Saturday, May 4, 2024

The Big Banks’ “postcode discrimination” was the canary in the coal mine all along: Katter

Recent stories

The Hon. Robbie Katter, Katter’s Australian Party Leader and Member for Traeger (Qld), Media Release, 16 January 2024

Katter’s Australian Party Leader and Member for Traeger, Robbie Katter, said he is heartened by calls for the dilution of private corporate control over the provision of essential “public” services but that action could have been taken years ago had regional Queenslanders been listened to.

With reference the opinion piece by Associate Professor Paul Williams in last week’s Courier Mail where it was speculated that “public-owned” may become this decade’s “new black,” Mr Katter said regional Australians have been demanding greater market intervention by government in key sectors of the economy for decades to arrest declining service levels and the growing cost of living in regional Queensland.

Mr Katter has long said a “fifth pillar” in the banking sector was needed to curtail the market power of the so-called Big Four, which have consolidated their grip on home-lending with combined profits of over $41 billion last year—a record—according to RBA figures. The once publicly-owned Commonwealth Bank accounts for a quarter of all bank profits.

“Corporate concentration across all sectors is the norm in most towns, with virtually no competition in airlines, supermarkets and telcos.

“For decades banks peddled the idea that their economic interest and those of the community went hand in hand.

“The presence of a local manager who could be relied upon to help you pull a calf from a creek or pitch in at a sausage sizzle was intended to solidify the image that banks somehow had a social mandate.

“With branches disappearing from the main street of every other country town, the myth is now well and truly busted, and regional Queenslanders were the first to feel the brunt of that,” he said.

Figures from the banking watch dog, the Australian Prudential Regulation Authority (APRA), show a 37 per cent decline in the number of banking institutions offering face-to-face services between 2017 and 2023 nationally. In Queensland, branch numbers declined from 1,203 in 2017 to 779 as of June 2023, a drop of 35 per cent in six years.

Mr Katter said the loss of local branches in many small towns was a direct result of banks seeking more secure profits elsewhere.

“The growth in house prices in the main cities are cash cows for the banks, who no longer need to have much of a loan book in small towns to make money.

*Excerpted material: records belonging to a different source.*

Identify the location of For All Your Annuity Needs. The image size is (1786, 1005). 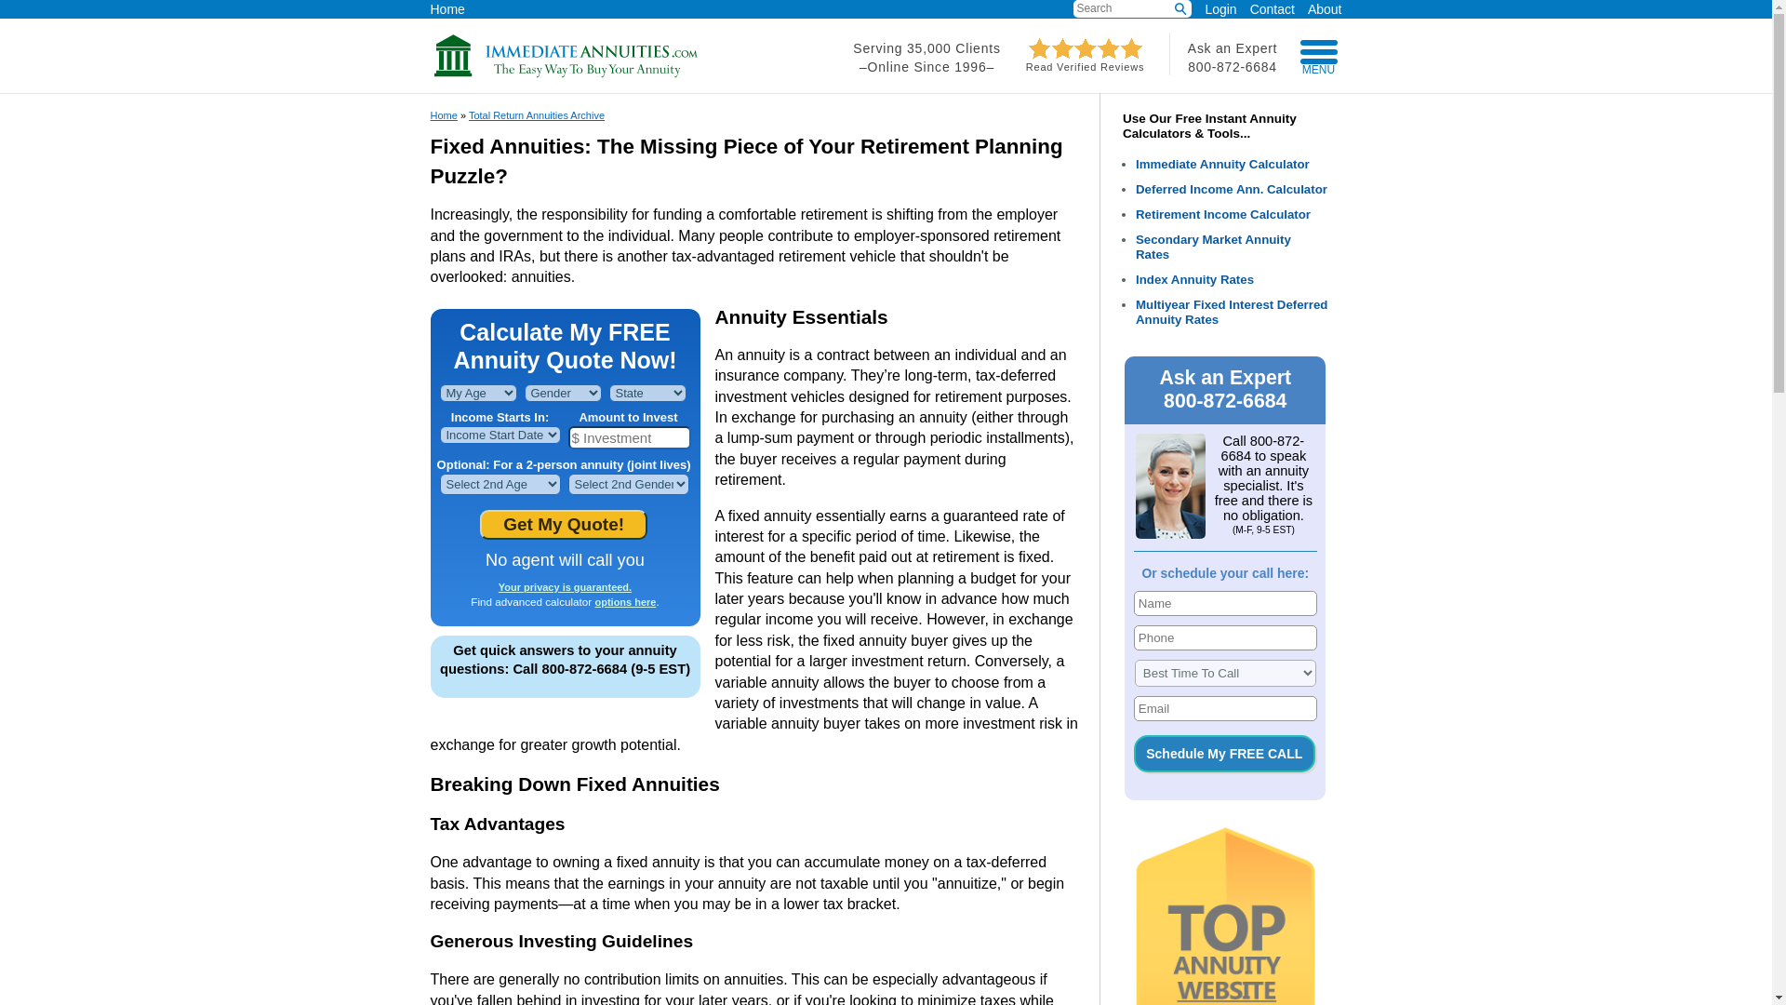
(566, 74).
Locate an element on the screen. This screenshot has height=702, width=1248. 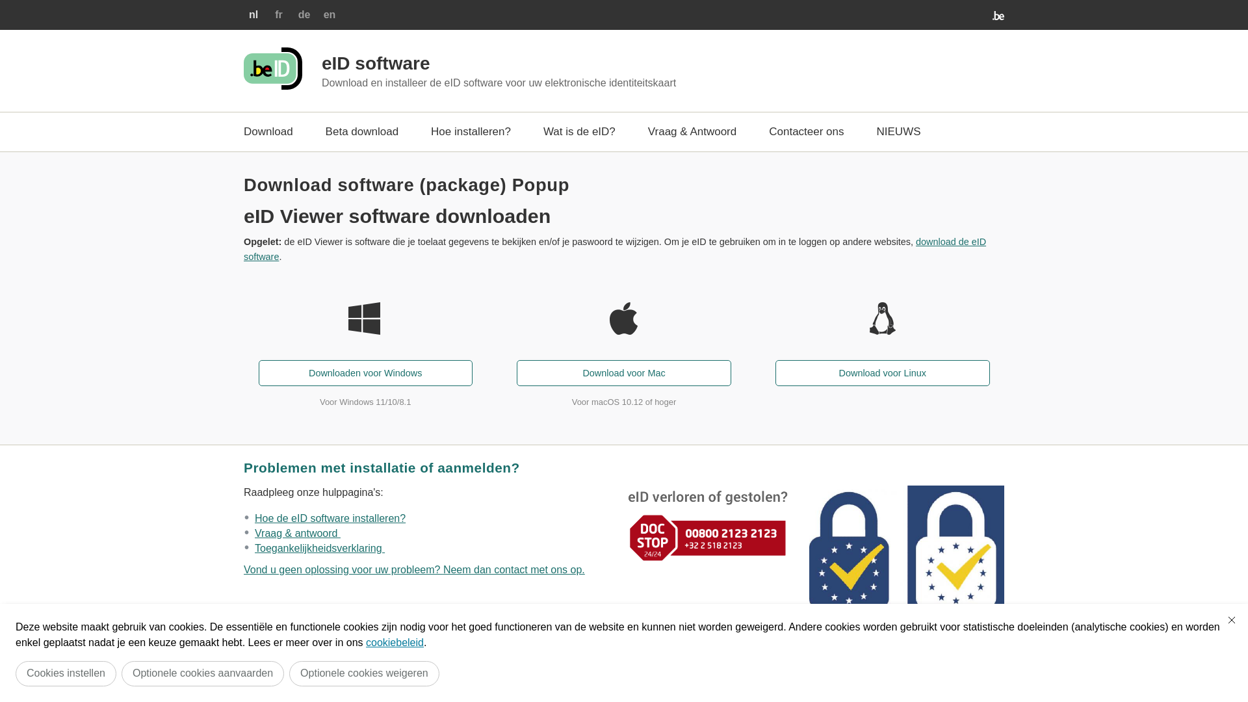
Toegankelijkheidsverklaring  is located at coordinates (320, 548).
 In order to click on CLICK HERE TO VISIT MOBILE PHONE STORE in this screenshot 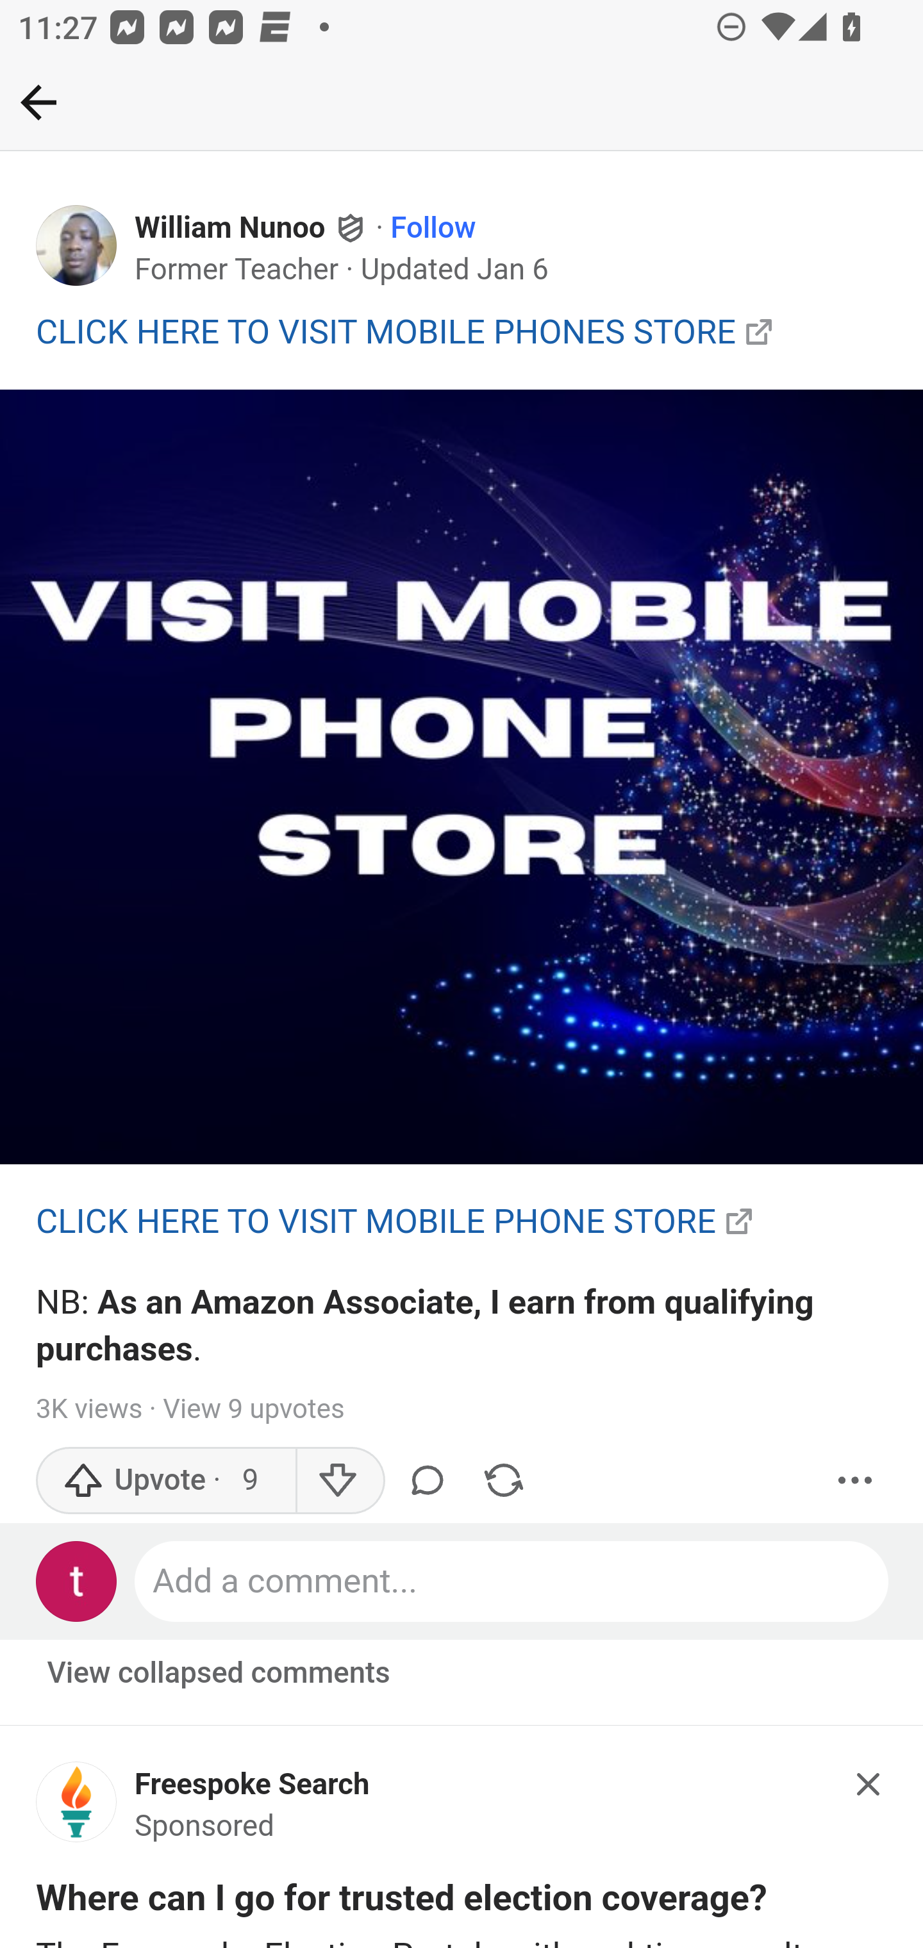, I will do `click(377, 1221)`.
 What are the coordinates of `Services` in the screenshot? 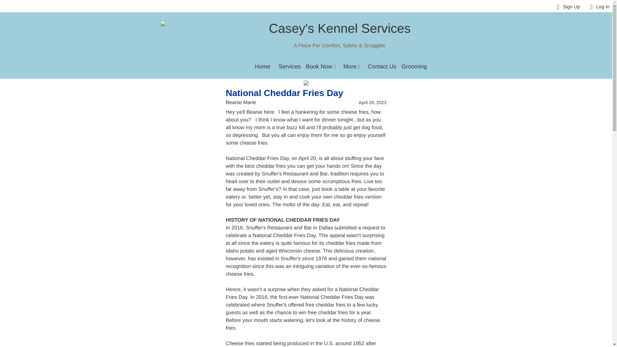 It's located at (290, 67).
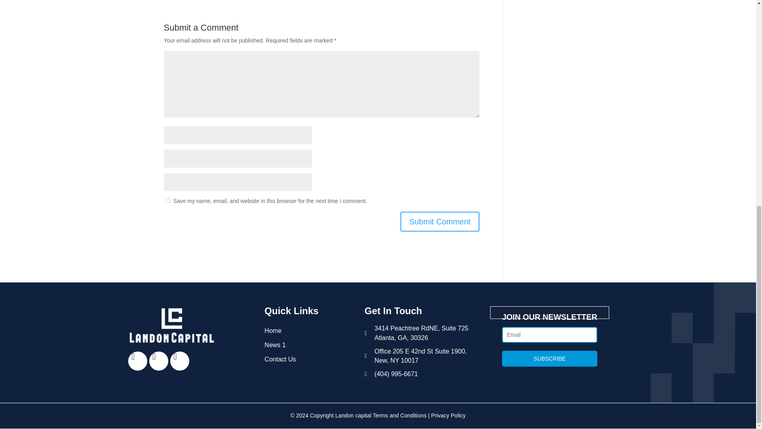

“This leads to blatant postcode discrimination. In the North West it’s nothing to pay a deposit of 70 per cent on a house,” he said.

Mr Katter said the APRA’s prudential standards have consolidated the power of the Big Four, as they have the means to meet the compliance costs more easily than smaller competitors.

“The guidelines are there to protect the interest of shareholders in the bank.

“The banks themselves say the guidelines hamstring them from doing their job properly,” he said.

Mr Katter said a more effective way to regulate the banks’ behaviour was the introduction of a new player with a government-backed guarantee, which could “lead by example,” forcing the major banks to adapt their levels of service, profit expectations and risk tolerance to remain competitive.

Mr Katter said Australia could look to New Zealand where in the early 2000s the national cabinet signed off on the conversion of the national postal carrier into a government-owned bank, called KiwiBank.

“KiwiBank was set up because they only had the Big Four Australian banks there and they were essentially acting as the lord and masters of the banking industry in New Zealand.

“Australia’s geographic disparities create a compelling reason why we need to look at injecting a new player into the banking system,” Mr Katter said.

Mr Katter said following the New Zealand model by encouraging Australia Post to enter the Australian banking sector by providing it with a banking license would the first step toward installing a substantial competitor to the major banks, forcing them to lift their levels of service.

“By making a banking license available to Australia Post, the national parcel carrier could offer basic deposit, credit card and mortgage facilities to begin with, injecting some competition into the sector riding on the back of their existing branch network of almost 4,500 outlets,” he said.

KEEP IN TOUCH

Sign up for updates from Australian Rural & Regional News

Manage your subscription

We don’t spam! Read our privacy policy for more info.